Here's a picture of him and Zoë with a puzzle they worked on together yesterday evening:


Zoë looks so dolled up because she attended the National Federation of Music Clubs Festival yesterday. Andrew drove her to the testing location, escorted her to her piano teacher, and then went outside to wait in the car (her teacher knows all about COVID at our house; Zoë missed the rehearsal for the audition last week, though Miriam attended, and Zoë missed her piano lessons last Wednesday...and I don't remember if she missed this Wednesday). Parents aren't allowed into auditions, anyway, so having Zoë go in alone wasn't a problem.

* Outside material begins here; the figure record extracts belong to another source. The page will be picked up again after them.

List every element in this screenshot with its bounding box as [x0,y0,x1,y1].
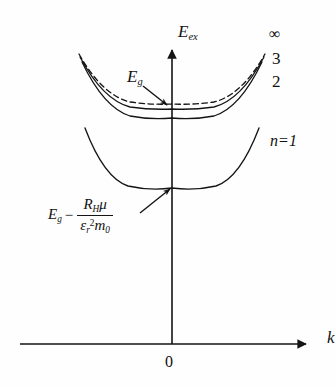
exciton-dispersion-figure: Eex k 0 ∞ 3 2 n=1 Eg Eg − RHμ εr2m0 [0,0,335,387]
formula-minus-operator: − [65,208,73,223]
origin-label: 0 [165,354,173,370]
formula-fraction: RHμ εr2m0 [77,196,113,234]
formula-denominator: εr2m0 [77,216,113,235]
x-axis-label: k [327,329,335,346]
pointer-arrow-binding-energy [140,189,170,213]
binding-energy-formula: Eg − RHμ εr2m0 [48,196,113,234]
curve-label-n1: n=1 [270,133,297,149]
pointer-arrow-band-gap [143,86,167,105]
formula-lead-term: Eg [48,207,62,224]
band-gap-label: Eg [127,68,143,87]
curve-label-n3: 3 [272,50,281,67]
curve-label-n2: 2 [272,73,281,90]
curve-label-infinity: ∞ [269,26,280,42]
formula-numerator: RHμ [80,196,109,215]
y-axis-label: Eex [178,23,198,42]
plot-canvas [0,0,335,387]
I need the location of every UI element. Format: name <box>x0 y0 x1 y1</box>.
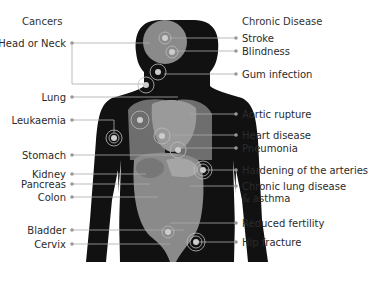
label-lung: Lung <box>42 92 66 103</box>
label-gum-infection: Gum infection <box>242 69 312 80</box>
label-cervix: Cervix <box>34 239 66 250</box>
label-hip-fracture: Hip fracture <box>242 237 301 248</box>
label-chronic-lung-disease: Chronic lung disease <box>242 181 346 192</box>
label-stomach: Stomach <box>22 150 66 161</box>
label-pancreas: Pancreas <box>21 179 66 190</box>
label-blindness: Blindness <box>242 46 290 57</box>
label-hardening-arteries: Hardening of the arteries <box>242 165 368 176</box>
cancers-heading: Cancers <box>22 16 62 27</box>
label-colon: Colon <box>38 192 66 203</box>
label-pneumonia: Pneumonia <box>242 143 298 154</box>
label-reduced-fertility: Reduced fertility <box>242 218 324 229</box>
label-stroke: Stroke <box>242 33 274 44</box>
label-aortic-rupture: Aortic rupture <box>242 109 311 120</box>
label-heart-disease: Heart disease <box>242 130 311 141</box>
label-leukaemia: Leukaemia <box>12 115 66 126</box>
label-asthma: & asthma <box>242 193 290 204</box>
chronic-disease-heading: Chronic Disease <box>242 16 322 27</box>
label-bladder: Bladder <box>27 225 66 236</box>
label-head-or-neck: Head or Neck <box>0 38 66 49</box>
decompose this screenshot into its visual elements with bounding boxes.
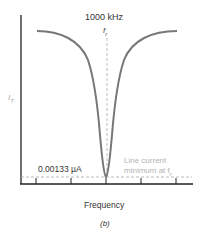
resonant-frequency-label: fr	[103, 26, 107, 37]
x-ticks	[36, 178, 176, 184]
chart-title: 1000 kHz	[85, 12, 123, 22]
minimum-annotation: Line currentminimum at fr	[124, 156, 172, 179]
y-axis-label: IT	[8, 93, 14, 104]
x-axis-label: Frequency	[84, 200, 124, 210]
panel-label: (b)	[100, 219, 110, 228]
resonance-plot	[0, 0, 202, 233]
minimum-value-label: 0.00133 µA	[38, 164, 82, 174]
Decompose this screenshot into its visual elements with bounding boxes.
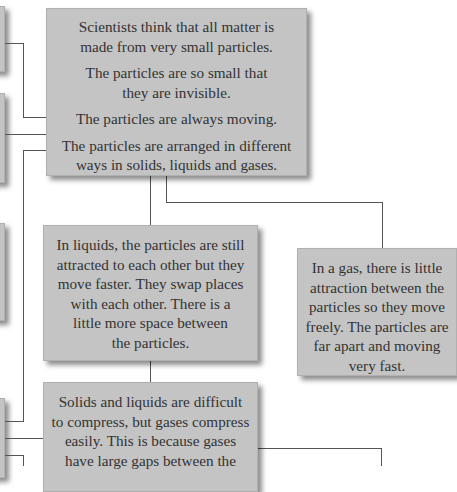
connector-main-to-left — [23, 150, 24, 422]
text-line: made from very small particles. — [80, 38, 273, 55]
connector-compress-to-right — [257, 448, 381, 449]
text-line: Scientists think that all matter is — [79, 18, 274, 35]
text-line: to compress, but gases compress — [44, 412, 257, 432]
connector-compress-to-right — [381, 448, 382, 466]
text-line: The particles are so small that — [86, 64, 268, 81]
main-paragraph-4: The particles are arranged in different … — [47, 136, 306, 175]
connector-liquids-to-compress — [150, 360, 151, 382]
text-line: The particles are arranged in different — [62, 137, 292, 154]
text-line: move faster. They swap places — [44, 274, 257, 294]
connector-compress-to-left-lower — [5, 455, 24, 456]
partial-box-left-2 — [0, 93, 5, 183]
text-line: very fast. — [298, 356, 456, 376]
text-line: ways in solids, liquids and gases. — [76, 156, 277, 173]
connector-left1-to-main — [5, 43, 24, 44]
connector-main-to-left — [5, 421, 24, 422]
connector-left2-to-main — [5, 134, 46, 135]
text-line: The particles are always moving. — [76, 110, 277, 127]
text-line: In a gas, there is little — [298, 258, 456, 278]
connector-main-to-gas — [166, 202, 383, 203]
compress-box: Solids and liquids are difficult to comp… — [43, 382, 258, 492]
liquids-box: In liquids, the particles are still attr… — [43, 225, 258, 361]
partial-box-left-3 — [0, 223, 5, 321]
text-line: with each other. There is a — [44, 294, 257, 314]
text-line: have large gaps between the — [44, 451, 257, 471]
connector-main-to-liquids — [150, 175, 151, 225]
text-line: attracted to each other but they — [44, 255, 257, 275]
main-paragraph-3: The particles are always moving. — [47, 109, 306, 129]
connector-compress-to-left-lower — [23, 455, 24, 466]
gas-box: In a gas, there is little attraction bet… — [297, 248, 457, 376]
connector-main-to-left — [23, 150, 46, 151]
main-concept-box: Scientists think that all matter is made… — [46, 8, 307, 176]
partial-box-left-1 — [0, 6, 5, 72]
main-paragraph-2: The particles are so small that they are… — [47, 63, 306, 102]
text-line: freely. The particles are — [298, 317, 456, 337]
text-line: particles so they move — [298, 297, 456, 317]
text-line: In liquids, the particles are still — [44, 235, 257, 255]
text-line: little more space between — [44, 313, 257, 333]
text-line: attraction between the — [298, 278, 456, 298]
connector-left1-to-main — [23, 117, 46, 118]
connector-left1-to-main — [23, 43, 24, 118]
connector-compress-to-left — [5, 438, 43, 439]
connector-main-to-gas — [166, 175, 167, 202]
main-paragraph-1: Scientists think that all matter is made… — [47, 17, 306, 56]
text-line: the particles. — [44, 333, 257, 353]
text-line: they are invisible. — [122, 84, 230, 101]
text-line: Solids and liquids are difficult — [44, 392, 257, 412]
text-line: easily. This is because gases — [44, 431, 257, 451]
connector-main-to-gas — [382, 202, 383, 248]
text-line: far apart and moving — [298, 336, 456, 356]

She scored a superior rating. 

Miriam also had her auditions for organ (which Grandpa took her to, since she's been hiding out at his place). According to an email from her teacher, Miriam earned Superior Plus ratings and 2 Gold Cups in  both Organ Repertoire and Hymn Playing auditions.

So both girls did well, and Zoë had given me permission to actually do her hair for once. 

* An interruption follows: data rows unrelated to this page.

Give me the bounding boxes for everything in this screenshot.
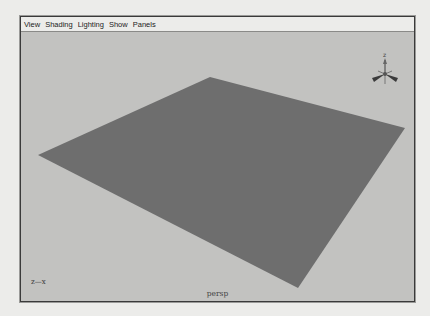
perspective-viewport[interactable]: View Shading Lighting Show Panels z z—x … [20, 16, 415, 302]
view-axis-gizmo-icon[interactable]: z [372, 51, 398, 84]
world-axis-indicator: z—x [31, 278, 46, 286]
camera-name-label: persp [21, 289, 414, 298]
svg-text:z: z [383, 51, 386, 58]
plane-object[interactable] [38, 77, 405, 288]
scene-canvas[interactable]: z [21, 17, 416, 303]
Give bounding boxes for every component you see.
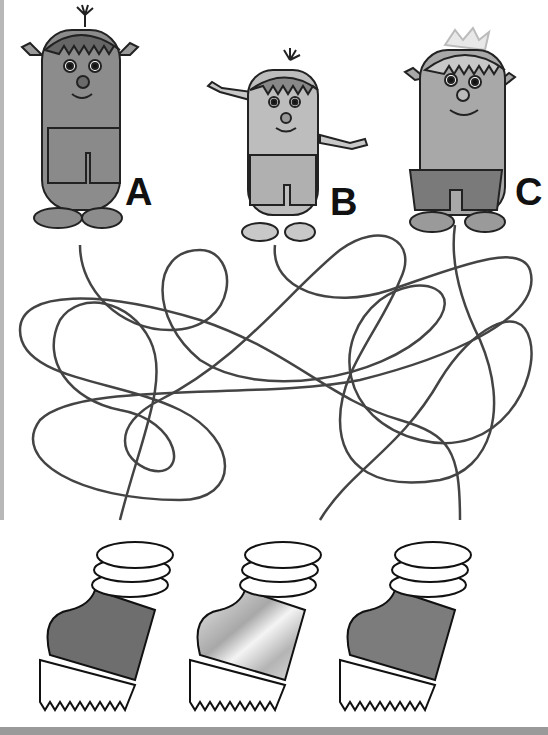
puzzle-page: A B [0,0,548,735]
character-a[interactable] [22,5,138,228]
boot-3[interactable] [340,542,471,710]
boot-2[interactable] [190,542,321,710]
illustration: A B [0,0,548,735]
boot-1[interactable] [40,542,173,710]
page-footer-band [0,727,548,735]
label-b: B [330,181,357,223]
character-c[interactable] [405,28,515,232]
tangled-lines[interactable] [20,225,532,520]
label-a: A [125,171,152,213]
label-c: C [515,171,542,213]
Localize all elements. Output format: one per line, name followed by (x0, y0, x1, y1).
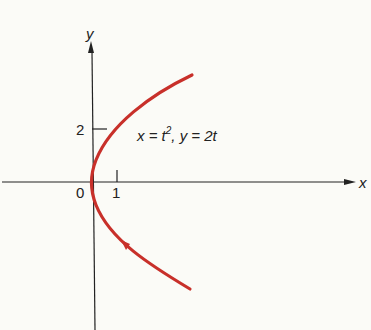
x-axis-label: x (358, 174, 367, 191)
x-axis-arrow-icon (344, 179, 356, 185)
x-tick-label-1: 1 (112, 184, 120, 201)
equation-y-part: , y = 2t (171, 127, 217, 144)
equation-label: x = t2, y = 2t (136, 125, 218, 144)
origin-label: 0 (76, 184, 84, 201)
y-tick-label-2: 2 (76, 121, 84, 138)
y-axis-arrow-icon (88, 41, 94, 53)
parametric-plot: y x 0 1 2 x = t2, y = 2t (0, 0, 371, 330)
equation-x-part: x = t (136, 127, 167, 144)
y-axis-label: y (85, 25, 95, 42)
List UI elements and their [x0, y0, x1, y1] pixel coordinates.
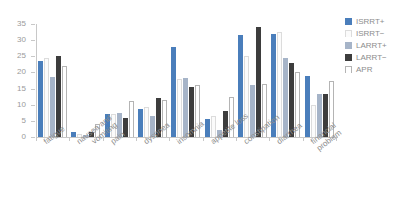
bar	[283, 58, 288, 137]
bar	[256, 27, 261, 137]
y-tick-label: 35	[0, 20, 26, 28]
legend-item[interactable]: LARRT+	[345, 40, 413, 51]
bar	[129, 101, 134, 137]
legend-label: ISRRT−	[356, 29, 385, 38]
bar	[177, 79, 182, 137]
bar	[38, 61, 43, 137]
series-3-swatch	[345, 54, 352, 61]
legend-item[interactable]: ISRRT−	[345, 28, 413, 39]
y-tick-mark	[31, 105, 35, 106]
bar	[44, 58, 49, 137]
bar	[205, 119, 210, 137]
bar	[71, 132, 76, 137]
y-tick-label: 10	[0, 101, 26, 109]
legend-label: LARRT+	[356, 41, 387, 50]
bar-chart: 05101520253035 fatiguenausea and vomitin…	[0, 0, 414, 198]
y-tick-mark	[31, 24, 35, 25]
bar	[171, 47, 176, 137]
y-tick-mark	[31, 72, 35, 73]
bar	[138, 109, 143, 137]
legend-label: APR	[356, 65, 372, 74]
x-axis-labels: fatiguenausea and vomitingpaindyspneains…	[36, 139, 338, 198]
series-4-swatch	[345, 66, 352, 73]
y-tick-mark	[31, 56, 35, 57]
bar	[244, 56, 249, 137]
y-tick-label: 30	[0, 36, 26, 44]
y-tick-label: 15	[0, 85, 26, 93]
series-1-swatch	[345, 30, 352, 37]
y-tick-label: 0	[0, 133, 26, 141]
legend-label: ISRRT+	[356, 17, 385, 26]
legend-item[interactable]: APR	[345, 64, 413, 75]
legend-label: LARRT−	[356, 53, 387, 62]
legend-item[interactable]: ISRRT+	[345, 16, 413, 27]
series-0-swatch	[345, 18, 352, 25]
legend-item[interactable]: LARRT−	[345, 52, 413, 63]
y-tick-label: 20	[0, 68, 26, 76]
bar	[305, 76, 310, 137]
chart-legend: ISRRT+ISRRT−LARRT+LARRT−APR	[345, 16, 413, 76]
y-tick-label: 25	[0, 52, 26, 60]
bar	[311, 105, 316, 137]
y-tick-mark	[31, 121, 35, 122]
plot-area	[36, 24, 336, 137]
y-tick-mark	[31, 89, 35, 90]
y-tick-mark	[31, 137, 35, 138]
series-2-swatch	[345, 42, 352, 49]
y-axis: 05101520253035	[0, 0, 36, 198]
bar-group	[36, 24, 69, 137]
y-tick-label: 5	[0, 117, 26, 125]
y-tick-mark	[31, 40, 35, 41]
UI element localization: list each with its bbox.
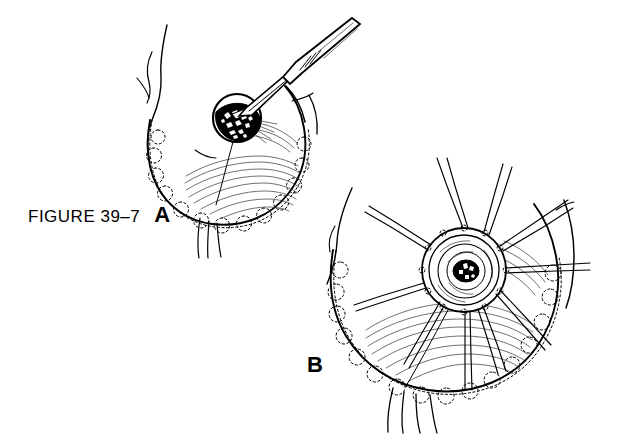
panel-a-body-contour-lines [137, 25, 167, 158]
panel-a-label: A [154, 202, 170, 228]
panel-b-illustration [327, 158, 590, 433]
suture-strand [354, 283, 426, 311]
suture-strand [437, 158, 468, 228]
figure-number: FIGURE 39–7 [28, 207, 140, 227]
panel-b-areola [419, 225, 509, 315]
panel-a-upper-fold [195, 150, 216, 158]
panel-a-incision-line [216, 142, 233, 205]
suture-strand [465, 312, 472, 390]
panel-b-chest-lines [556, 200, 574, 308]
panel-a-scalpel [239, 18, 360, 116]
suture-strand [365, 206, 431, 250]
panel-b-nipple-center [453, 260, 479, 282]
panel-a-illustration [137, 18, 360, 258]
figure-caption: FIGURE 39–7 A [28, 202, 170, 228]
suture-strand [484, 164, 512, 235]
figure-root: FIGURE 39–7 A B [0, 0, 633, 438]
panel-b-label: B [307, 352, 323, 378]
suture-strand [478, 306, 506, 374]
panel-b-incision-line [406, 310, 448, 386]
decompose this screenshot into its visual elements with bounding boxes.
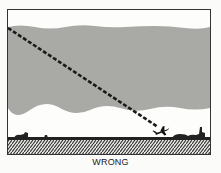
cloud-band (8, 25, 210, 115)
figure-caption: WRONG (0, 157, 221, 167)
diagram-figure (0, 0, 221, 173)
hatched-ground (8, 140, 210, 154)
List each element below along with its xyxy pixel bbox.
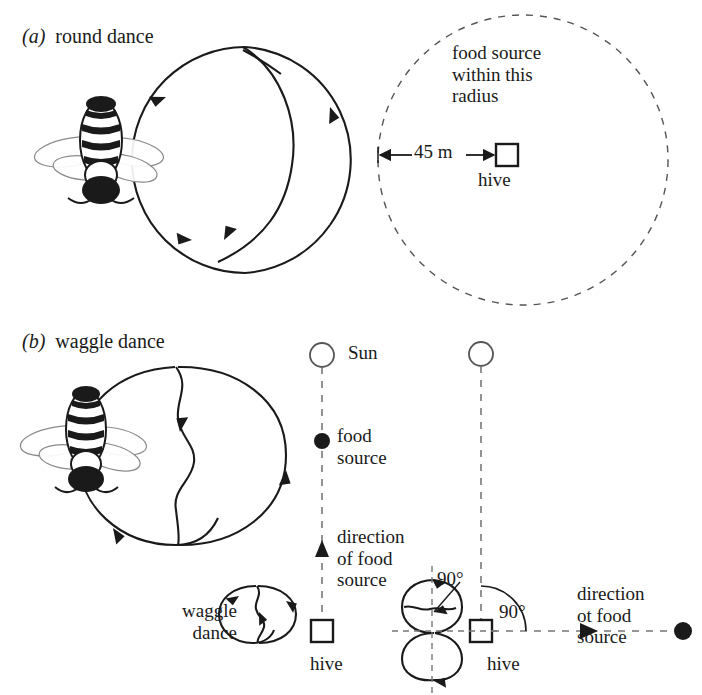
hive-marker-panel-b-left: [311, 620, 333, 642]
round-dance-arc-lower-right: [245, 225, 330, 273]
food-direction-arrow-right: [580, 623, 598, 639]
round-dance-arrowheads: [149, 92, 340, 246]
waggle-icon-left-lobe: [219, 586, 274, 643]
sun-marker-right: [469, 342, 493, 366]
food-source-marker-right: [674, 622, 692, 640]
bee-round-dance: [32, 96, 166, 204]
bee-dance-figure: (a) round dance (b) waggle dance food so…: [0, 0, 702, 695]
waggle-icon-r-run: [404, 606, 456, 609]
food-source-marker: [314, 433, 330, 449]
hive-marker-panel-a: [496, 144, 518, 166]
round-dance-arc-upper-left: [132, 47, 245, 160]
figure-artwork: [0, 0, 702, 695]
bee-head: [82, 176, 120, 204]
waggle-arrow-right: [279, 469, 292, 486]
bee2-head: [68, 466, 104, 492]
bee-waggle-dance: [18, 386, 149, 492]
waggle-icon-right-lobe: [258, 586, 296, 643]
distance-arrow-45m: [378, 147, 494, 163]
food-source-radius-circle: [378, 15, 668, 305]
waggle-icon-r-arrow-bottom: [433, 676, 447, 688]
waggle-icon-r-bottom-lobe: [402, 633, 435, 680]
round-dance-arrow-inner: [219, 223, 237, 243]
round-dance-arc-upper-right: [245, 47, 351, 225]
direction-arrow-up: [315, 540, 329, 557]
waggle-run-wavy-line: [175, 367, 194, 545]
round-dance-path: [132, 47, 351, 273]
round-dance-arrow-bottom: [175, 233, 192, 246]
sun-marker-left: [310, 343, 334, 367]
waggle-dance-icon-left: [219, 586, 296, 643]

While we are happy Rachel and Miriam have so far avoided being infected, we do rather miss having older kids available to help around the house! It's not that Andrew and I can't do the dishes or anything (we do the dishes frequently); we're just used to sometimes...depending on our most capable helpers to do some tasks around the house. That said, our medium-sized kids have been stepping up to the plate.

True, the first week we were sick, it was Zoë's dish week. But she was sick, so Andrew and I did the dishes all week. 

The second week we were sick, it was Benjamin's dish week. But he was sick, so Andrew and I did the dishes most of the week (I made Benjamin do the dishes on Friday or Saturday or something like that).

This week it's Miriam dish week and she's not even here! But Benjamin was all geared up to do the dishes after dinner, without even being asked. Instead we had him take out the whole house garbage and help with the floor (and Andrew did the dishes). 

Zoë made dinner on the 9th (heart-shaped egg-in-a-hole):


And on the 10th (heart-shaped noodles that we'll likely have for dinner again on the 14th because we still have a couple of boxes left).

We've had a lot of breakfast-for-dinner and noodles-from-a-box dinners, and those are great dinners for kids to make while learning how to cook.

Here's Phoebe being curious about the applesauce I made last night with all the apples I forgot to make the kids eat the last little while. Usually if I cut up an apple or two (or three or four) at lunch, the kids will eat them. But...I haven't been cutting up apples lately. Sure, Phoebe has munched on a few (several), but they simply haven't been the snack of choice. Apparently no one cuts up apples like Mom.


Anyway, Phoebe has been having fun helping Andrew cook some dinners (on the days I've taken inconvenient late-afternoon naps, for example). She helped him stir cream of wheat one evening and tonight she helped whip up some biscuits. All this helping has ignited her curiosity about the goings on in the kitchen. 

So while I was making applesauce, she set up a stool so she could peek into the pot and said, "What Mommy making, hmmm? Apple soup?"

It certainly looks like I'm making apple soup, doesn't it? And what reason would Phoebe have to know that apple soup isn't really a thing (at least, not with apples as the main ingredient; I found plenty of soups that use apples as supplementary ingredients. (Some of those recipes sound intriguing to me, but we all know how Andrew feels when I "sneak" ingredients into other foods...))

As Amanda pointed out, there's really very little difference between applesauce and, for example, pumpkin soup. You take some fruits/veggies, boil them until soft, purée them...

Really I think it was a clever conclusion to jump to (as clever as her "ice lollipops" earlier in the week). Her circumlocution skills are on point!